Jean-Marie Le Pen, figurehead of the National Front and the French far right, has been a presidential candidate five times. In 2002, he created a surprise by reaching the second round but was soundly defeated by Jacques Chirac. This failure may be linked to the composition of his party, a collection of political movements with sometimes contradictory interests and ideals.
Belgian filmmaker Eric Pauwels' meditation on dream, travel and film.
Narrated by François Billetdoux, this documentary about Georges Mathieu features the artist in Paris painting along to a live improvised soundtrack by Vangelis.
A Canadian kickboxer journeys to Thailand to study Muay Thai and to find himself. Along the way, his gaze will turn to Myanmar, where traditional boxers engage in a brutal form of bare knuckles fighting called Lethwei. It is there, in the Tiger’s Den, that he will come to know his destiny.
This documentary explores the major social reforms led by the Presidents of the Fifth Republic, from the legalization of the pill under De Gaulle to PMA under Macron. Through rare archives and insights from key political figures like Nicolas Sarkozy and François Hollande, it reveals the hidden motivations behind these decisions; whether driven by conviction, opportunism, or reluctance.
“We’re not training people to be fighters, we train people to exert energy and to release”, says the trainer at the 'Calais Jungle' boxing club. A few days before the camp’s eviction, energy levels are sky-high. A throbbing documentary impression of a tenacious support group.

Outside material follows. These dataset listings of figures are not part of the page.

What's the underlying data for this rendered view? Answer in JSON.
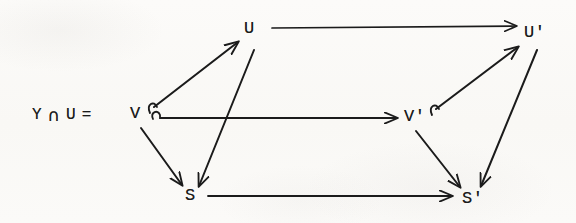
{
  "figure": {
    "kind": "commutative-diagram",
    "background_color": "#fbfaf8",
    "ink_color": "#1b1b1b",
    "width": 576,
    "height": 223
  },
  "equation_label": {
    "left_term": "Y",
    "intersection_symbol": "∩",
    "right_term": "U",
    "equals_symbol": "=",
    "result_term": "V",
    "full_text": "Y ∩ U = V"
  },
  "nodes": [
    {
      "id": "U",
      "label": "U",
      "x": 250,
      "y": 28,
      "role": "top-left-vertex"
    },
    {
      "id": "Up",
      "label": "U'",
      "x": 530,
      "y": 32,
      "role": "top-right-vertex"
    },
    {
      "id": "V",
      "label": "V",
      "x": 135,
      "y": 113,
      "role": "middle-left-vertex"
    },
    {
      "id": "Vp",
      "label": "V'",
      "x": 410,
      "y": 116,
      "role": "middle-right-vertex"
    },
    {
      "id": "S",
      "label": "S",
      "x": 190,
      "y": 195,
      "role": "bottom-left-vertex"
    },
    {
      "id": "Sp",
      "label": "S'",
      "x": 468,
      "y": 198,
      "role": "bottom-right-vertex"
    }
  ],
  "arrows": [
    {
      "id": "U-to-Up",
      "from": "U",
      "to": "Up",
      "style": "plain",
      "orientation": "horizontal"
    },
    {
      "id": "V-to-Vp",
      "from": "V",
      "to": "Vp",
      "style": "plain",
      "orientation": "horizontal"
    },
    {
      "id": "S-to-Sp",
      "from": "S",
      "to": "Sp",
      "style": "plain",
      "orientation": "horizontal"
    },
    {
      "id": "V-to-U",
      "from": "V",
      "to": "U",
      "style": "hook",
      "orientation": "diagonal-up-right"
    },
    {
      "id": "Vp-to-Up",
      "from": "Vp",
      "to": "Up",
      "style": "hook",
      "orientation": "diagonal-up-right"
    },
    {
      "id": "U-to-S",
      "from": "U",
      "to": "S",
      "style": "plain",
      "orientation": "diagonal-down-left"
    },
    {
      "id": "V-to-S",
      "from": "V",
      "to": "S",
      "style": "plain",
      "orientation": "diagonal-down-right"
    },
    {
      "id": "Up-to-Sp",
      "from": "Up",
      "to": "Sp",
      "style": "plain",
      "orientation": "diagonal-down-left"
    },
    {
      "id": "Vp-to-Sp",
      "from": "Vp",
      "to": "Sp",
      "style": "plain",
      "orientation": "diagonal-down-right"
    }
  ]
}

The documentary filmmaker Robert Bober revisits the world of his great-grandfather, who left Poland to live in the modern and cosmopolitan city of Vienna, home to intellectuals such as Stefan Zweig, Joseph Roth, and Arthur Schnitzler, on the eve of the National Socialist regime's rise to power, which put an end to the city's status as Europe's cultural capital. What emerges is an emotionally powerful double portrait that reveals a search for identity with universal resonance.
In 1946, the controversial French writer Boris Vian writes his novel I Spit on Your Graves under the pseudonym of Vernon Sullivan, supposedly a mysterious African-American writer; a work against racism and Anglo-Saxon puritanism whose publication causes a great scandal.
Musician Fela Anikulapo Kuti recorded more than 60 albums to promote the magic of Afrobeat but never lost his political voice as an outspoken critic against widespread government corruption in Nigeria. This documentary examines the role that Fela, dubbed "Black President," played in shedding light on atrocities in his homeland and in promoting the ascent of African music worldwide.
Amin, Evan Hélène, Lucie and Mélissa are medical students. During six months, they will go through their first internship at Delafontaine Hospital in Saint-Denis, in northern Parisian suburbs. Do their vocation will withstand to the difficulties of this new life ?
Anissa Kaki is a 30-year-old Parisian theatre-maker, and Algerian Takia's granddaughter. In a piece based on her childhood memories, she evokes her grandmother's world. Whilst imitating how Takia prepared her mahjouba, she talks about the latter's smell and flavour – lent to it by grandmother's hands – which changed when they started to lose their strength.
An exploration of Walden, or Life in the Woods, the seminal work by writer and philosopher Henry David Thoreau (1817–1862), a major inspiration for modern environmentalist thinking.